I just watched "Bully" in a movie theater in Baltimore. I expected it to be brutal. I expected it to be bleak. However it surprised me in one respect-  School administrators were displayed in a very critical light. It wasn't hard for the filmmakers. All they did is let the cameras roll, and the administrators appeared to be just as ineffective, self-important and delusional as I remember them as a child.

I felt vindicated by that. I've always hated school. School sucks. Everyone ought to remember that. But they mostly don't. Matt Groening(The Simpsons, School is Hell) and Bill Watterson(Calvin & Hobbes) are the only artists I can think of who try to represent the absurd and brutal nature of school. Most other people have some combination of selective positive memories, amnesia and self-doubt about their experience in school. When I was a kid I promised myself to never forget how much I hated school.
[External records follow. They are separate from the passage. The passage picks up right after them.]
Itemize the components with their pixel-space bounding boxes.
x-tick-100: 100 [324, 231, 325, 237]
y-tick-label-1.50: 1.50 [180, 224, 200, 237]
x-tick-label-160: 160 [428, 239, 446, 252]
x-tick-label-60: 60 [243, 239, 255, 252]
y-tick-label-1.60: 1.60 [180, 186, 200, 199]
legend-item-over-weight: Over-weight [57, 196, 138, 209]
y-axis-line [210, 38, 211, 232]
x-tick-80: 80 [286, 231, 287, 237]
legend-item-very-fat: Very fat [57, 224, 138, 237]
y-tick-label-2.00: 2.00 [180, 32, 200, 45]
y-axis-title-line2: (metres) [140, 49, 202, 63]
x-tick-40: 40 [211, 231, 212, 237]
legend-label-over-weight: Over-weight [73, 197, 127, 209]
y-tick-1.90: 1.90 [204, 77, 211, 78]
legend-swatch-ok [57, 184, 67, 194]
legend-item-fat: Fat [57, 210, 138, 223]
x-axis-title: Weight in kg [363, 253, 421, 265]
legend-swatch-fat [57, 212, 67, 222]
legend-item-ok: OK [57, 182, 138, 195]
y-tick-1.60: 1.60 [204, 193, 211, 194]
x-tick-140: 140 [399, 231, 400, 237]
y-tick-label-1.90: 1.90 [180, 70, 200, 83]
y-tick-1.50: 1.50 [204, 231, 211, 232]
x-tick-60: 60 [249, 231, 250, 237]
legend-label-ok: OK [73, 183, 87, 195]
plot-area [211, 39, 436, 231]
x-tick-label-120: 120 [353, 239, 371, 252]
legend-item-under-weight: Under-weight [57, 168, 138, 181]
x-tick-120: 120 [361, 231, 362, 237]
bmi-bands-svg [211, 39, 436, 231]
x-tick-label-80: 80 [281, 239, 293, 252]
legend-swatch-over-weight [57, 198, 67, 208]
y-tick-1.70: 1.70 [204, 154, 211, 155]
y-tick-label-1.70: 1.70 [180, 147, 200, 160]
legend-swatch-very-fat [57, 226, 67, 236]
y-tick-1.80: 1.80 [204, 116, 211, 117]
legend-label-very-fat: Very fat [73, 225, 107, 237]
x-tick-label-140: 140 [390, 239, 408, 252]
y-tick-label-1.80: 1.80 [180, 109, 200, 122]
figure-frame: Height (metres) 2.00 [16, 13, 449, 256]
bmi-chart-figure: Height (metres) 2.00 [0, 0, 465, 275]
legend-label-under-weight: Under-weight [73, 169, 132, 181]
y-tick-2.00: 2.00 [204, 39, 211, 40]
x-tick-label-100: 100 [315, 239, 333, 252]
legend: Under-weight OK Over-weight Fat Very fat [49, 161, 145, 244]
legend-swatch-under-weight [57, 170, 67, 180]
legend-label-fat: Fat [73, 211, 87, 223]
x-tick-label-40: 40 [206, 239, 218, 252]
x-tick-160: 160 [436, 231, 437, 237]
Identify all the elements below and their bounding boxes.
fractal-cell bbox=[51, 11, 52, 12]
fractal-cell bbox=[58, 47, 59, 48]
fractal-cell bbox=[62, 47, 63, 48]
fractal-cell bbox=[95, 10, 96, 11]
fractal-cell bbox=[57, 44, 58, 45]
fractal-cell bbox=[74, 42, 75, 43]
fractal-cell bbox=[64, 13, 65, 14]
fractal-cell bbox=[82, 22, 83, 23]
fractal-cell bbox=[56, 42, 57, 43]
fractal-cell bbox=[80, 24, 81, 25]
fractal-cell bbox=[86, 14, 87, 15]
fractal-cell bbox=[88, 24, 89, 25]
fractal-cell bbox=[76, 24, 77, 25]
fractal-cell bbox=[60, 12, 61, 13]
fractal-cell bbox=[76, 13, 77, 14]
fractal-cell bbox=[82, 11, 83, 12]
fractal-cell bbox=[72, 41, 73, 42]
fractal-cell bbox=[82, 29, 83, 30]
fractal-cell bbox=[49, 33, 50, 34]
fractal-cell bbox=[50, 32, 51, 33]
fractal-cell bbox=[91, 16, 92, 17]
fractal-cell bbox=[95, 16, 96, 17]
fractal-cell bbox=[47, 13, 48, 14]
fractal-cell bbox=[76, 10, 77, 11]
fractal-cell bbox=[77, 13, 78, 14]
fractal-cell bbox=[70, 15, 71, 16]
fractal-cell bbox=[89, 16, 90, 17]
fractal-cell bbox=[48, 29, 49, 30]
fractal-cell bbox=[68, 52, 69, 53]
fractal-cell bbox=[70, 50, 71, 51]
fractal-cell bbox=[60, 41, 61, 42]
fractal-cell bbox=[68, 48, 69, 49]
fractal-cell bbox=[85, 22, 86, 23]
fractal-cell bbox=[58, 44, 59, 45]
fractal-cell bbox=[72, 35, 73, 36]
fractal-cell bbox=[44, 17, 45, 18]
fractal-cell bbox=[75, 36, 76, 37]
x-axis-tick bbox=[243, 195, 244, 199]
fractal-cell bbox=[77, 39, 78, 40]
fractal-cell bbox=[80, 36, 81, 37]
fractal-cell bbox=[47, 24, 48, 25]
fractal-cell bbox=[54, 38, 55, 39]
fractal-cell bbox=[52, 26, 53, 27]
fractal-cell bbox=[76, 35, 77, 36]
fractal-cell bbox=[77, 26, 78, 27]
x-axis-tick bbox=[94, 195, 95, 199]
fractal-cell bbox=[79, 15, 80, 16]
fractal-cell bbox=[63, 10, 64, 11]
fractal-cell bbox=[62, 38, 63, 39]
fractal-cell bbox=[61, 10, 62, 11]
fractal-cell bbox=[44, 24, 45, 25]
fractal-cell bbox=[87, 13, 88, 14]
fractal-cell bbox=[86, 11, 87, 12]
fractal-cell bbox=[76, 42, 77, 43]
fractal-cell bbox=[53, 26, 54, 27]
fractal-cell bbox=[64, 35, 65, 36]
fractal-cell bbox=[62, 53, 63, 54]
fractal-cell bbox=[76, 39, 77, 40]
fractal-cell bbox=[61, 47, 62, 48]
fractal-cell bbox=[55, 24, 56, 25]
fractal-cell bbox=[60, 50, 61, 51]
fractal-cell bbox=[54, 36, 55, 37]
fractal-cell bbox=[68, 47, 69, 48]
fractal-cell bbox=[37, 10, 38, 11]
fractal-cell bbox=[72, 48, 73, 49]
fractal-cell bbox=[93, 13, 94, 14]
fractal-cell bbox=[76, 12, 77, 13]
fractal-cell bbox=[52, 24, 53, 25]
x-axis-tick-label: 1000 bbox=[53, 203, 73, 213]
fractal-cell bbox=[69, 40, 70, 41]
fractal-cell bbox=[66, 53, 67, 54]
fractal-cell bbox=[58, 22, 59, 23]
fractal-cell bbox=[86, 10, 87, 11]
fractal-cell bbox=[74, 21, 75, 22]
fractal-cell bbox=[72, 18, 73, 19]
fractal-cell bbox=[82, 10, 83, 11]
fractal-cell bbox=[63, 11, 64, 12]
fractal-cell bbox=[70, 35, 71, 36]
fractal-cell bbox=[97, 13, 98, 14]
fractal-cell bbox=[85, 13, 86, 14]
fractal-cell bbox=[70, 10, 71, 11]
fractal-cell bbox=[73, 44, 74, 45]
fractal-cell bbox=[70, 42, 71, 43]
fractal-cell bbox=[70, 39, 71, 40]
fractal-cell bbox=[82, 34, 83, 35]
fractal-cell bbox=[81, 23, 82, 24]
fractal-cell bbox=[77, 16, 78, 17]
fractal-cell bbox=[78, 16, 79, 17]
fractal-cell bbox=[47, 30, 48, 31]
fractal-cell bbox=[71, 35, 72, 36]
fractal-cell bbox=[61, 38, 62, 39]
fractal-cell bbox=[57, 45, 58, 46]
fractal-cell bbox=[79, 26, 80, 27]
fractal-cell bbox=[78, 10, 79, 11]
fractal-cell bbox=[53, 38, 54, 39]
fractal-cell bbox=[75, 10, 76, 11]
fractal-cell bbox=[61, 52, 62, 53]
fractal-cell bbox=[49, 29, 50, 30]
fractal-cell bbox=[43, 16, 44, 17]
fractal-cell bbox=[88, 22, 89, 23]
 After I got a couple years distance from school, however, I mostly forgot about it. I figured a lot of my being a 'troubled' child probably had more to do with my personality than the nature of school itself. After all, I was just a kid, I couldn't've known shit right? As it turns out my perception of school as a child was fairly accurate. You have no choice, you have no power, you are all alone, and it lasts forever. The only thing you can do to take the edge off is make friends and interaction with them is highly policed and discouraged.

While the footage seen in "Bully" of how kids treat each other is shocking, it's also not surprising, really. Who is honestly surprised when a kid bullies another, starts using drugs, or shoots the place up? School is a jail for kids. I'm more confused about the good kids who claim to enjoy school as opposed to the bullies, bullied, or 'wierd' kids.

Bully ends with a pretty simple message: stick up for the bullied. Make friends with them. You might prevent a lot of mob abuse and maybe a suicide. That's all well and good. Though when I take it to it's logical conclusion- the entire school system is the bully. Adults quietly condone, and occasionally participate in the bullying, throughout the documentary and I'm sure the entire country. Besides that, it's 2012! Is there any compelling evidence that our public schools provide a better education than wikipedia?

Of course, a few intellectuals have championed "deschooling" and "unschooling" kids but it's largely fallen on deaf ears, because the public schools are such an entrenched part of society. If kids aren't in school then they're free to annoy their parents, burden society, and possibly play! Imagine the horror.

Better to keep them institutionalized. It's too hard to figure out what's better for them. Just like it is for our friends in prison.